Al-Azhar university calls for Sweden boycott over Koran burning

The Sunni Muslim world's most prestigious educational institution, Al-Azhar in Egypt, has called for the boycott of Swedish and Dutch products after far-right activists destroyed Korans in those countries.

Al-Azhar university calls for Sweden boycott over Koran burning

Al-Azhar, in a statement issued on Wednesday, called on “Muslims to boycott Dutch and Swedish products”.

It also urged “an appropriate response from the governments of these two countries” which it charged were “protecting despicable and barbaric crimes in the name of ‘freedom of expression'”.

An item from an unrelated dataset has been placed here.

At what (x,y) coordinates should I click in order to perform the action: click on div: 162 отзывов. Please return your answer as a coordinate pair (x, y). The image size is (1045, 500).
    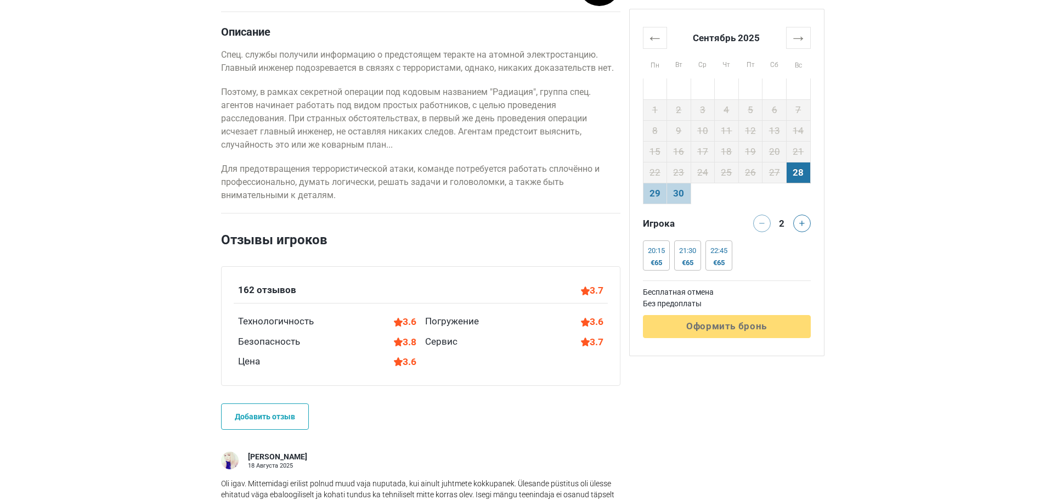
    Looking at the image, I should click on (267, 290).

Swedish-Danish far-right politician Rasmus Paludan on Saturday set fire to a copy of the Muslim holy book in front of Turkey’s embassy in Stockholm, raising tensions as Sweden courts Ankara over its bid to join Nato.

EXPLAINED:

The following day, Edwin Wagensveld, who heads the Dutch chapter of the German anti-Islam group Pegida, tore pages out of the Koran during a one-man protest outside parliament.

Images on social media also showed him walking on the torn pages of the holy book.

The desecration of the Koran sparked strong protests from Ankara and furious demonstrations in several capitals of the Muslim world including in Afghanistan, Iraq, Pakistan, Syria and Yemen.

The Egyptian Foreign Ministry “strongly condemned” the Koran burning, expressing “deep concern at the recurrence of such events and the recent Islamophobic escalation in a certain number of European countries”.

Swedish Prime Minister Ulf Kristersson condemned Paludan’s actions as “deeply disrespectful”, while the United States called it “repugnant”.

US State Department spokesman Ned Price on Monday said the burning was the work of “a provocateur” who “may have deliberately sought to put distance between two close partners of ours – Turkey and Sweden”.

On Tuesday, Turkey postponed Nato accession talks with Sweden and Finland, after Turkish President Recep Tayyip Erdogan condemned Stockholm for allowing weekend protests that included the burning of the Koran.